National Climate Assessment – censored?

13 U.S. agencies, including NOAA, NASA and EPA, are required to produce a National Climate Assessment every four years. The thing about bureaucracy, which is sometimes good and sometimes bad, is that it grinds on somewhat disconnected from the political process. So the latest National Climate Assessment has been produced. It has to be approved by political appointees in the agencies before it can be officially released, but no matter because the New York Times has posted the key appendix here, called the U.S. Global Change Research Program: Climate Science Special Report. I’ll post a couple excerpts below:

First, a bit of the up-front matter:

The findings in this report are based on a large body of scientific, peer-reviewed research, as well as a number of other publicly available sources, including well-established and carefully evaluated observational and modeling datasets. The team of authors carefully reviewed these sources to ensure a reliable assessment of the state of scientific understanding. Each source of information was determined to meet the four parts of the IQA Guidance provided to authors: 1) utility, 2) transparency and traceability, 3) objectivity, and 4) integrity and security. Report authors assessed and synthesized information from peer-reviewed journal articles, technical reports produced by federal agencies, scientific assessments (such as IPCC 2013), reports of the National Academy of Sciences and its associated National Research Council, and various regional climate impact assessments, conference proceedings, and government statistics (such as population census and energy usage).

“Fake news published by the failing New York Times”, indeed! I vowed never to forgive the New York Times for their role in the Iraq invasion debacle, but they are beginning to redeem themselves. The Trump junta seems to be getting frustrated that their Goebbels-esque propaganda isn’t just getting parrotted unopposed.

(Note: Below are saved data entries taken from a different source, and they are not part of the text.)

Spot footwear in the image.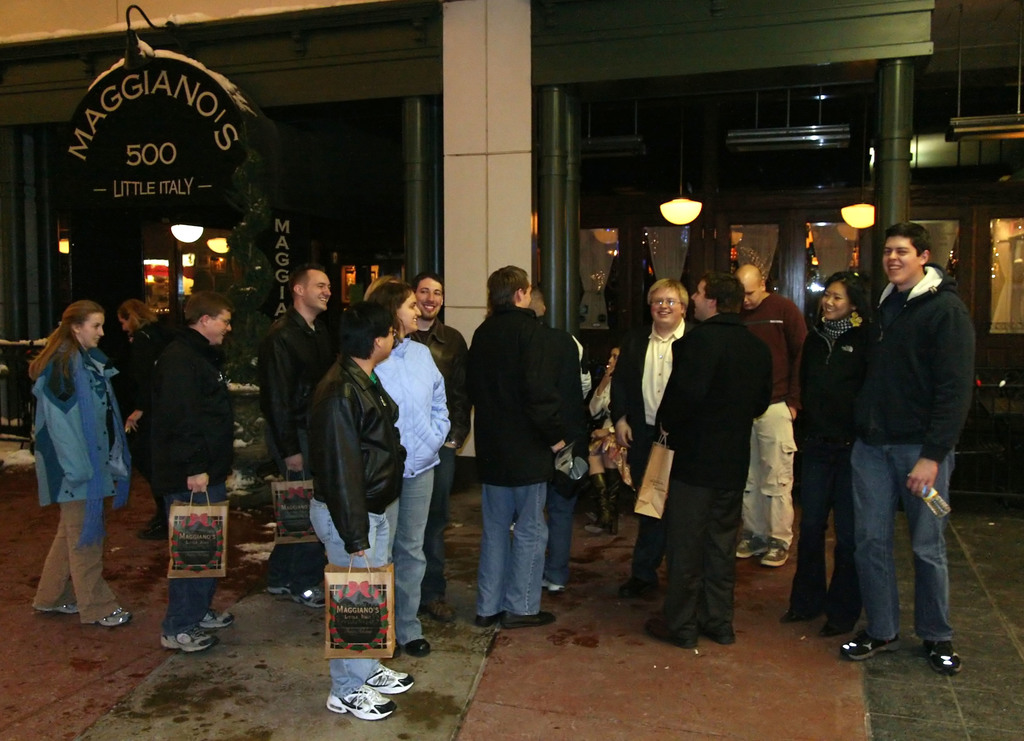
footwear found at <bbox>42, 599, 81, 622</bbox>.
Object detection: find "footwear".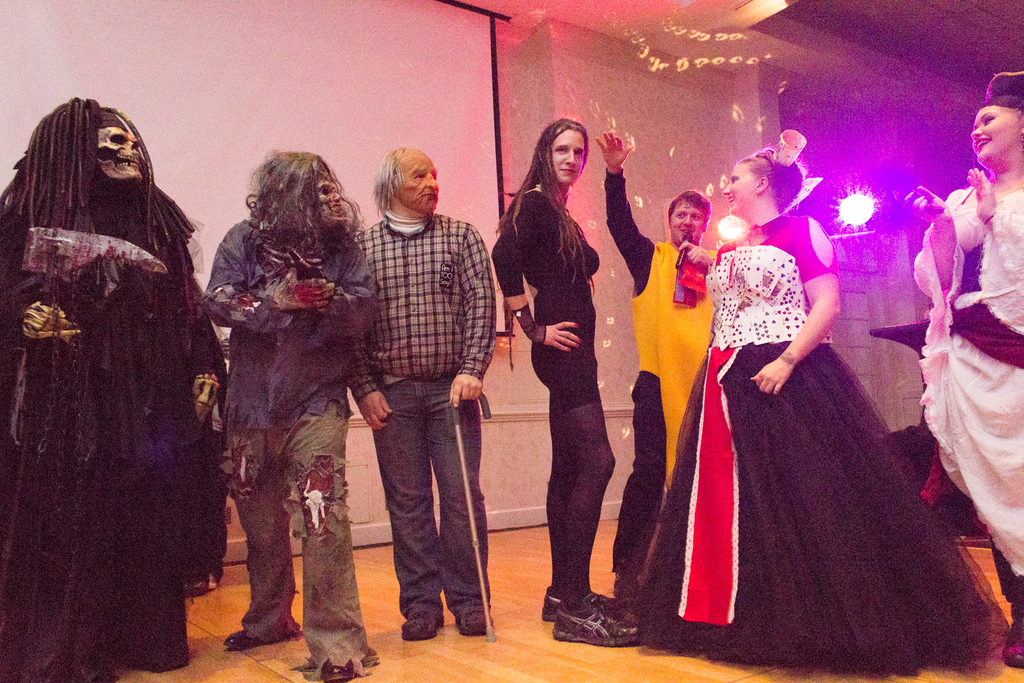
box=[1003, 631, 1023, 668].
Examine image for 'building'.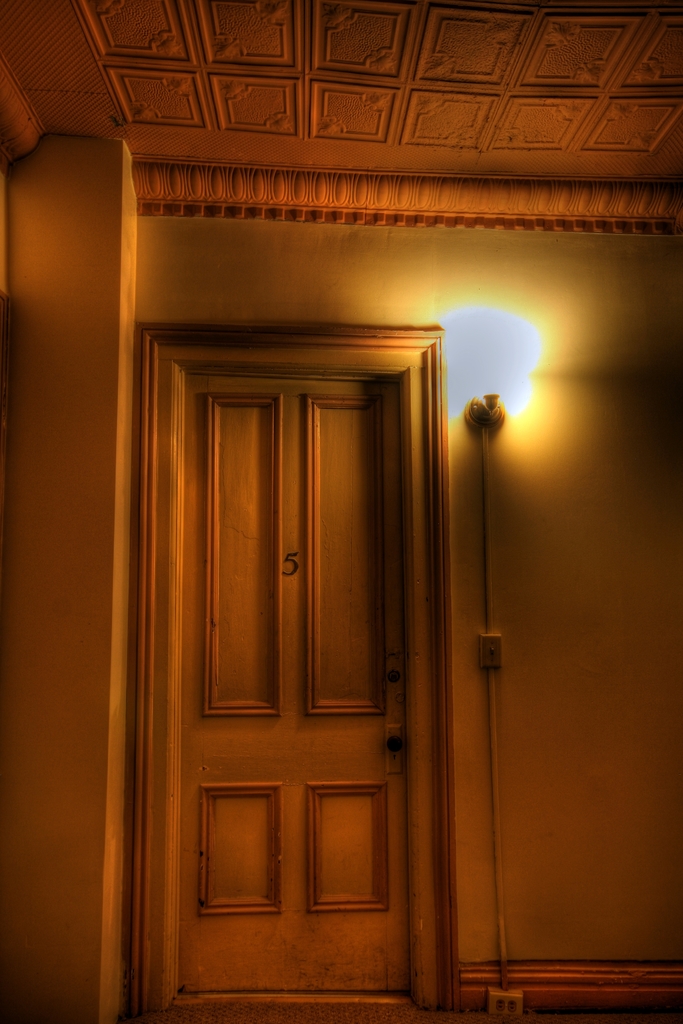
Examination result: box(1, 0, 682, 1023).
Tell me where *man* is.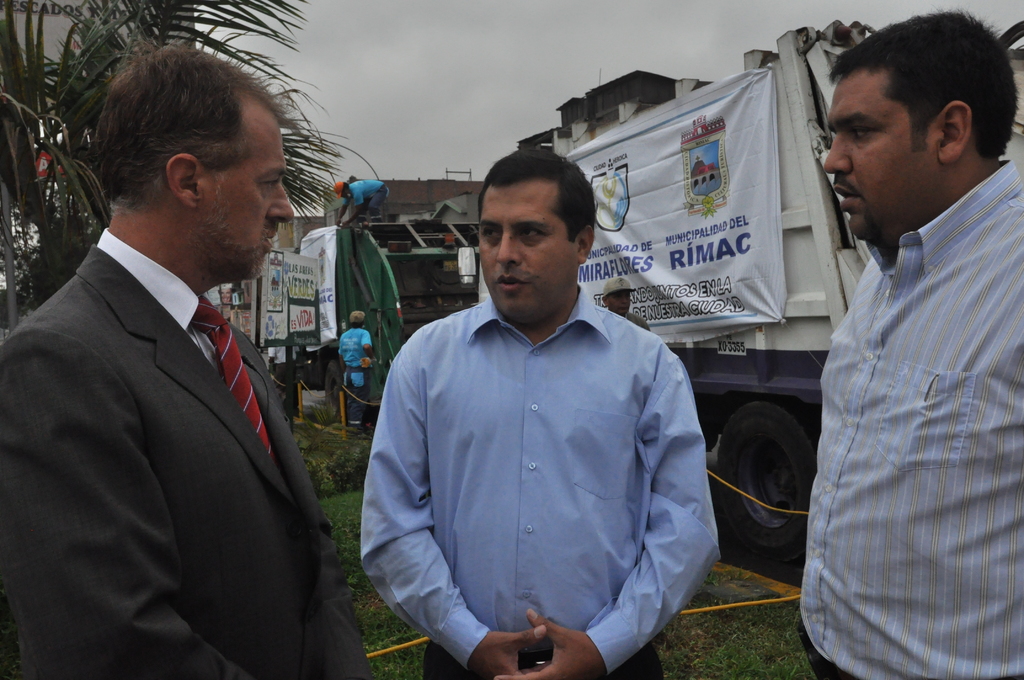
*man* is at <bbox>358, 145, 719, 679</bbox>.
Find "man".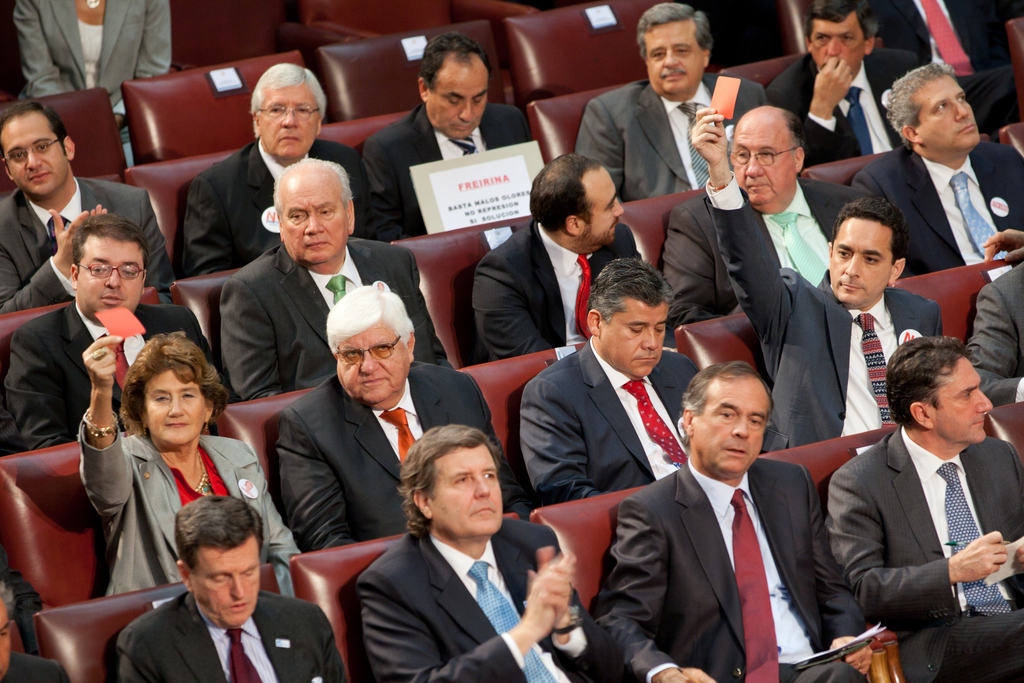
crop(689, 104, 943, 458).
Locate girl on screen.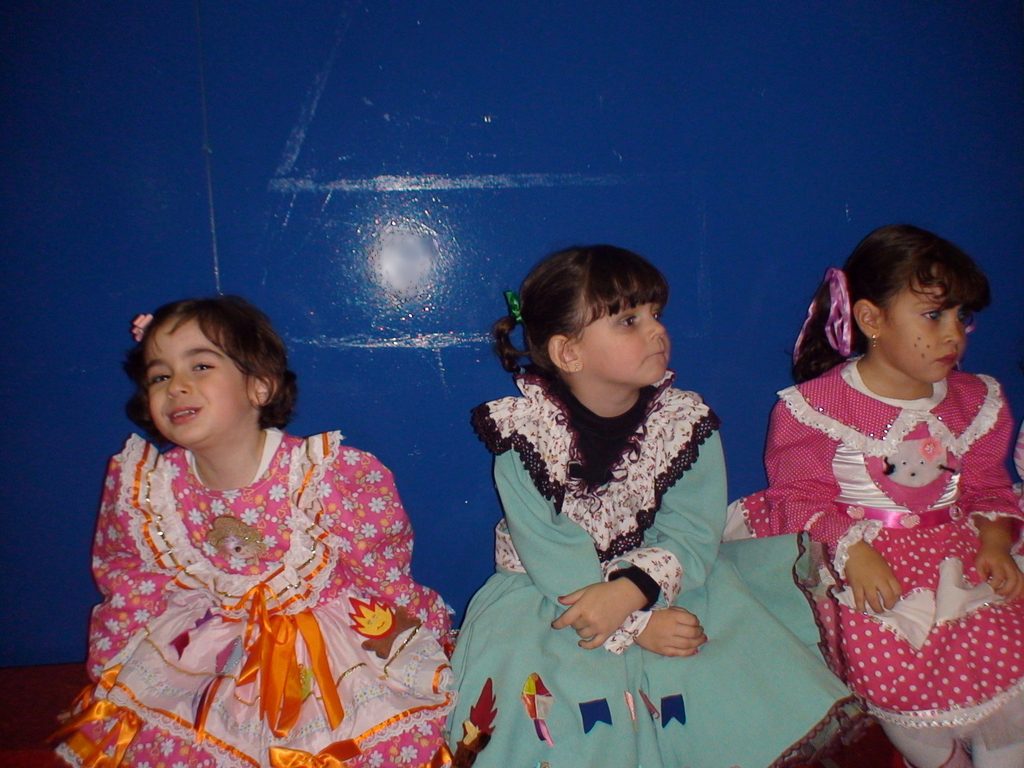
On screen at l=18, t=296, r=457, b=767.
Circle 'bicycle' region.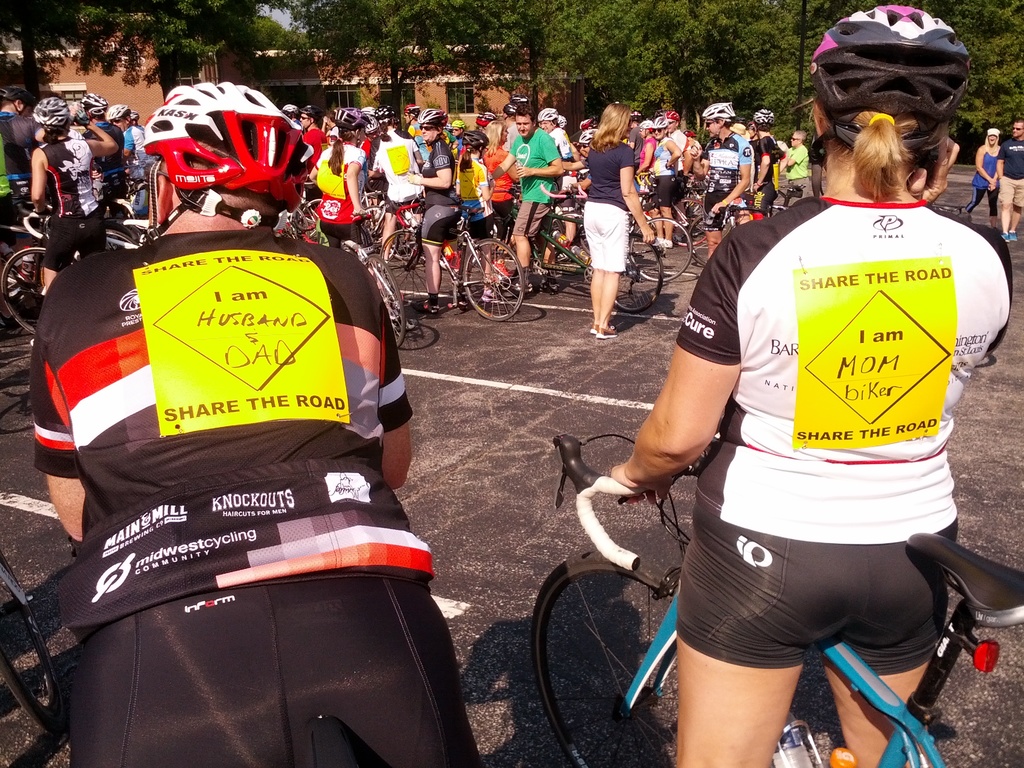
Region: <region>0, 556, 56, 730</region>.
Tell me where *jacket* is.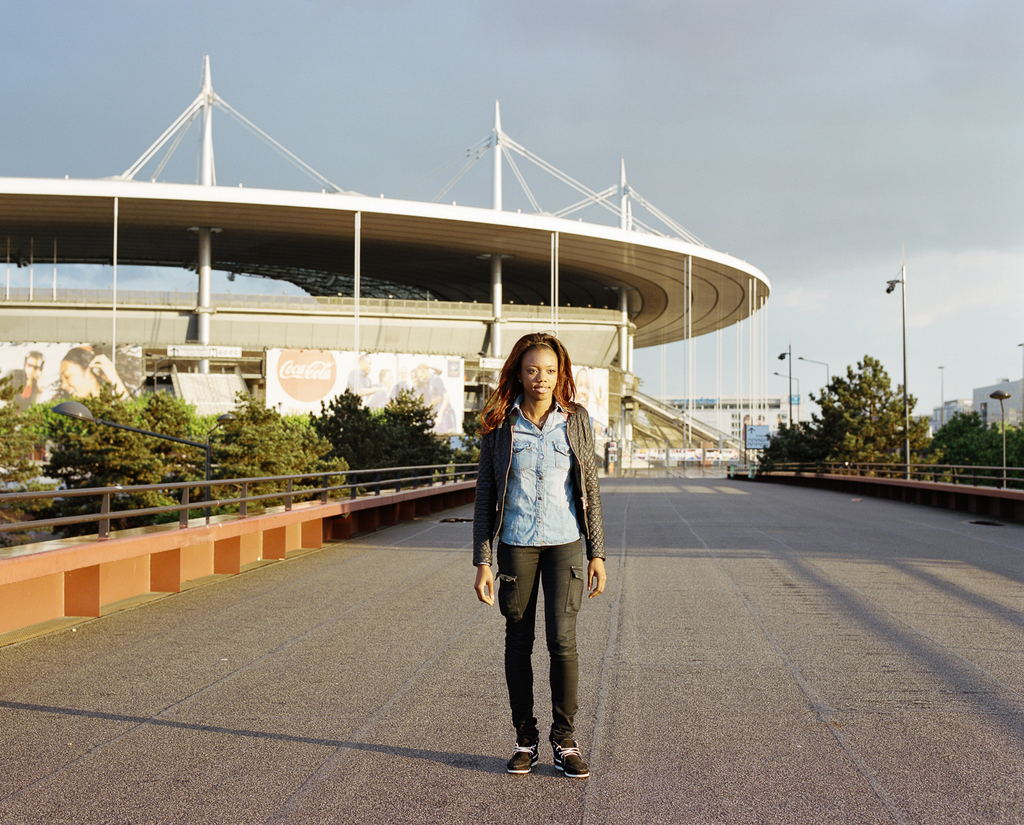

And now, I’ll just share this graphic which I found a bit shocking:

https://www.nytimes.com/interactive/2017/08/07/climate/document-Draft-of-the-Climate-Science-Special-Report.html

One interesting thing is you might think Florida or Georgia might be the wrong place to be, but these maps suggest they may not change as much and the rest of the country will sort of catch up to create one big Jurassic stew. Now, people live in hotter places than Florida and Georgia and manage to get along just fine. The real question is whether we can grow food under these conditions.

If you don’t believe me that this is disconnected from the political process, read this Guardian article about how the USDA has been instructed to avoid the term climate change. That is the agency responsible for our nation’s food security.

Staff at the US Department of Agriculture (USDA) have been told to avoid using the term climate change in their work, with the officials instructed to reference “weather extremes” instead…

The primary cause of human-driven climate change is also targeted, with the term “reduce greenhouse gases” blacklisted in favor of “build soil organic matter, increase nutrient use efficiency”. Meanwhile, “sequester carbon” is ruled out and replaced by “build soil organic matter”.

Reading on, I have to say it isn’t clear how high up the political chain this directive came from, or whether it is a mid-level supervisor advising staff how to stay out of political trouble. Self-censorship is still censorship though, and indicates the politicians have created a climate (no pun intended) of caution and fear for scientists. I can’t argue with building organic matter though, which would be good with or without climate change.